Why big screens are the rare medium that's both seen and remembered
Outside the lab, the attention numbers for large-format screens are unusually good. In a 2025 eye-tracking study of 2,500 participants, Ocean Outdoor and Lumen Research found that premium large-format digital out-of-home commanded roughly 5.1x more attention than online digital formats, and held attention several times longer than online display, social, or video. The same work found large-format screens delivered up to 2.5x higher brand recall than online video, with motion-based creative driving more brand choice than static. Nielsen's billboard research tells a complementary story: across campaigns in five U.S. markets, travelers recalled a specific digital billboard ad 74% to 89% of the time, and 82% remembered seeing a digital-billboard ad in the past month.

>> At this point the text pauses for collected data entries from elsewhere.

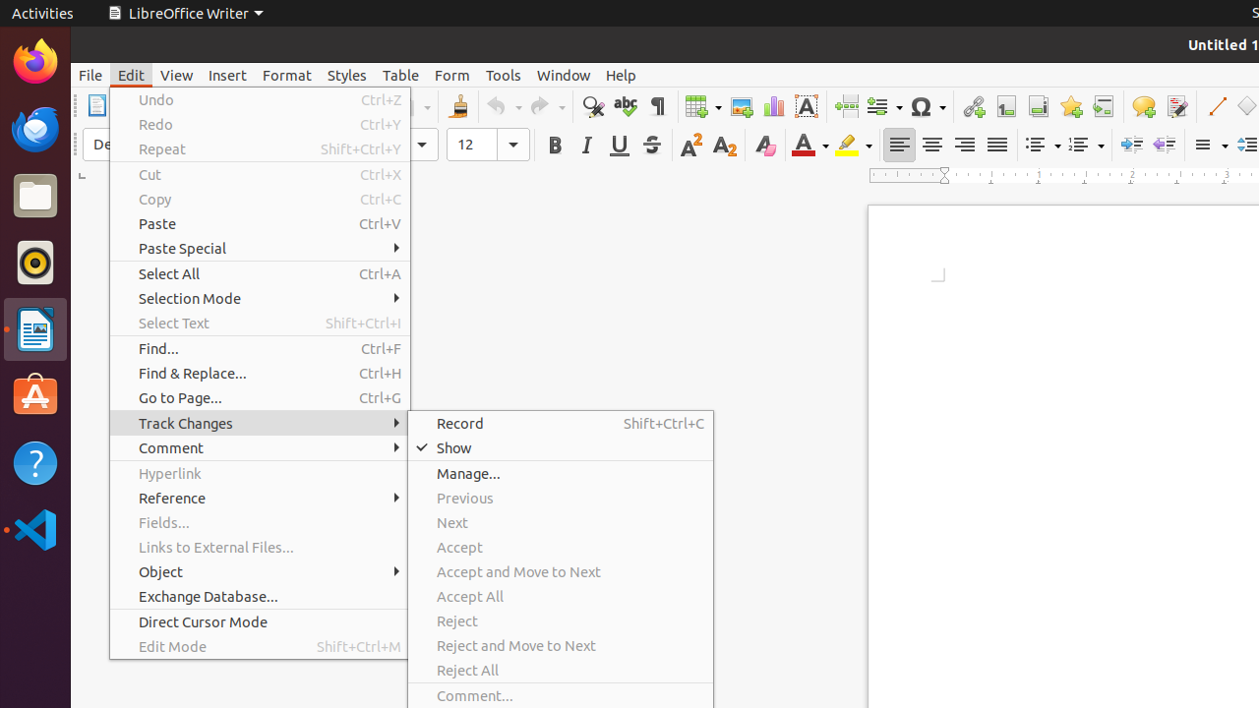 This screenshot has height=708, width=1259. I want to click on Strikethrough, so click(651, 146).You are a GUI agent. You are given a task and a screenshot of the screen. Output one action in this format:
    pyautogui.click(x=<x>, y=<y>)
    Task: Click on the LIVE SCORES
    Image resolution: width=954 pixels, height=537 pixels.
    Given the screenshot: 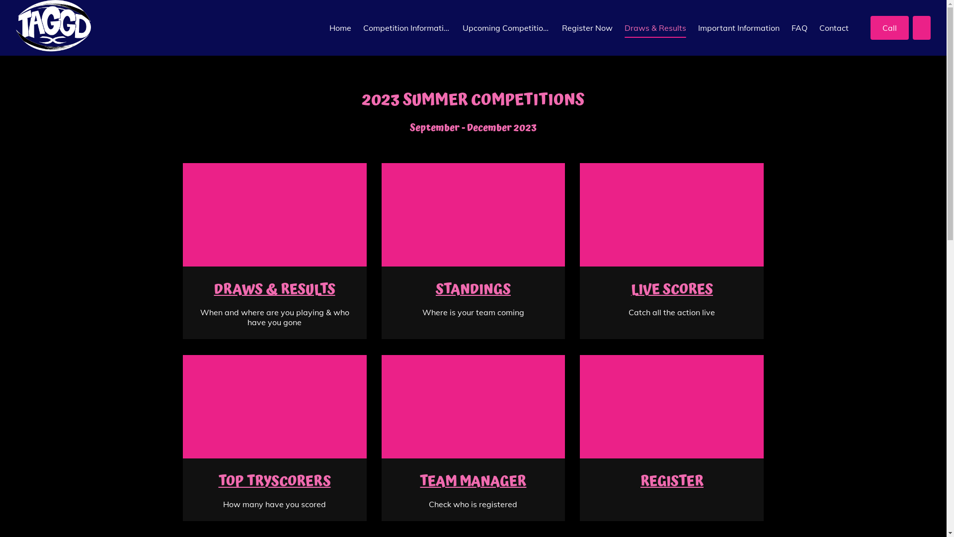 What is the action you would take?
    pyautogui.click(x=672, y=290)
     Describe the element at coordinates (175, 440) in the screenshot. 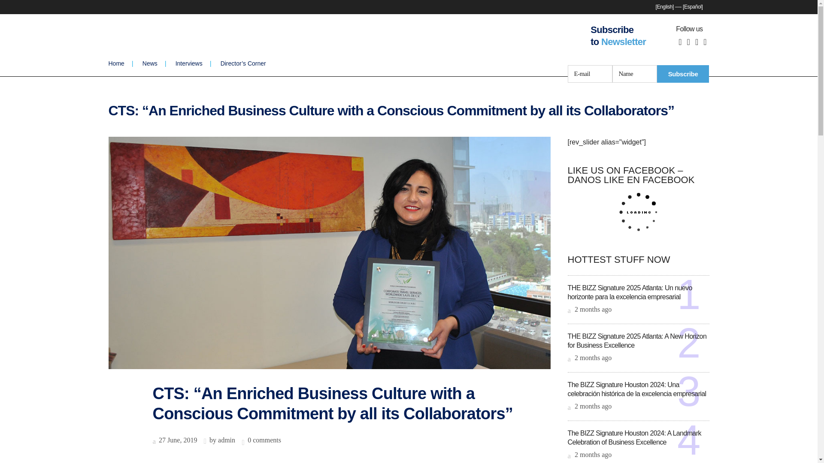

I see `27 June, 2019` at that location.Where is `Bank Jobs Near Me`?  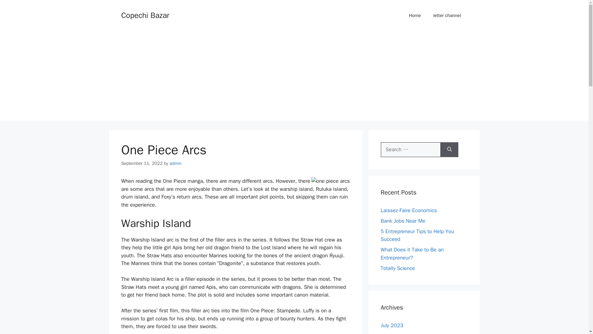
Bank Jobs Near Me is located at coordinates (403, 221).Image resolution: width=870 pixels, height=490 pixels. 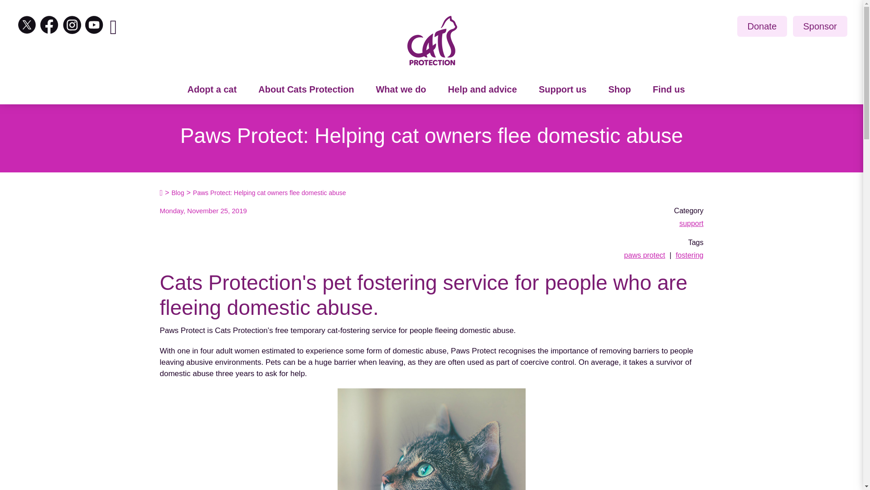 What do you see at coordinates (645, 255) in the screenshot?
I see `Tag: paws protect` at bounding box center [645, 255].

And it does not take long. Average dwell times across media sit in a narrow band — Lumen notes they are "almost always between 1 and 2 seconds" — and frames roughly two seconds of looking as plenty of time to register a brand. That reframes dwell time not as a vanity stat but as the opportunity window: the time a person spends inside a screen's viewable zone is the supply, and a striking visual is what converts that window into eyes-on seconds and, eventually, recall. (Worth being honest here: dwell time is the window, not a guarantee of attention. The visual still has to earn the look.)

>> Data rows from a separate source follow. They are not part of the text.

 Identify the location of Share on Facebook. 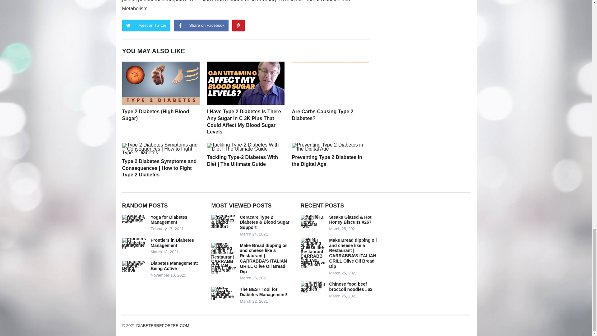
(201, 26).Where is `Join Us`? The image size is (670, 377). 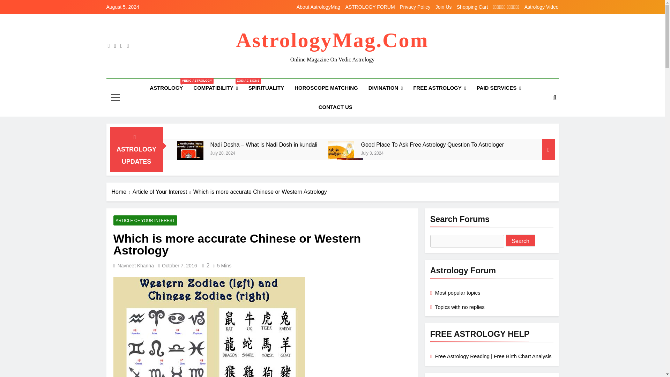 Join Us is located at coordinates (443, 7).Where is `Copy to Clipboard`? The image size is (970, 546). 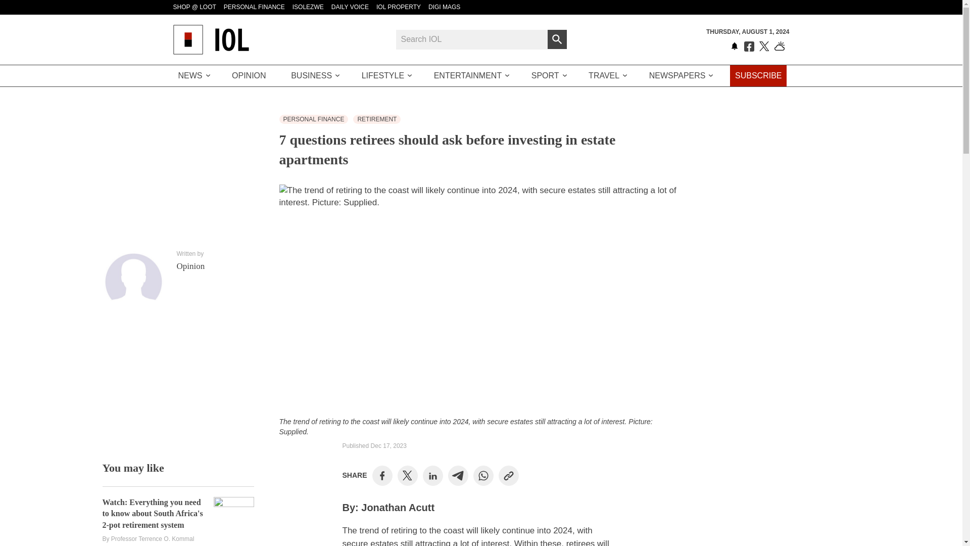 Copy to Clipboard is located at coordinates (508, 475).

From a remembered moment to a shared one
So the eye is caught, the moment is filed in memory — what turns it into reach? Two things. The first is that people now document the spaces they are in, and design changes what they document. In a peer-reviewed 2022 study by Rhee and colleagues, an exhibition built to be "Instagrammable" produced visitor photos full of active, interacting poses — 61.2% of them — versus just 1.5% at a traditional art museum. Make a moment worth standing in front of, and people will literally arrange their bodies to be in the shot.
The second is the quiet reason any of this is worth the effort. According to Nielsen's long-running global trust survey of tens of thousands of respondents across dozens of countries, the single most trusted form of advertising on earth is word-of-mouth — recommendations from friends and family, at 84%, ranking first of nineteen ad formats, with online consumer opinions close behind at 68%. A photographed, shared moment from your event is word-of-mouth. It is the most trusted media there is, created and distributed by the people you most want to reach, and you did not pay for the airtime.
That is the whole chain, honestly told. Contrast and motion-onset win the eye. A designed peak, a clean ending, and a second sense make it stick. And a moment worth photographing converts that memory into the most trusted reach money cannot directly buy. None of it is guaranteed — top-down attention and a noisy room can fight back — but the levers are real, and most of them are decisions you make before the doors open.
That gap — between a screen that merely runs and one engineered for the head-turn — is exactly where a studio earns its keep. At ledwall.nyc we build both the LED wall and the content that plays on it, so the peak moment is designed, not hoped for; if you are planning something worth photographing, grab a same-day quote and we will help you make the moment shareable.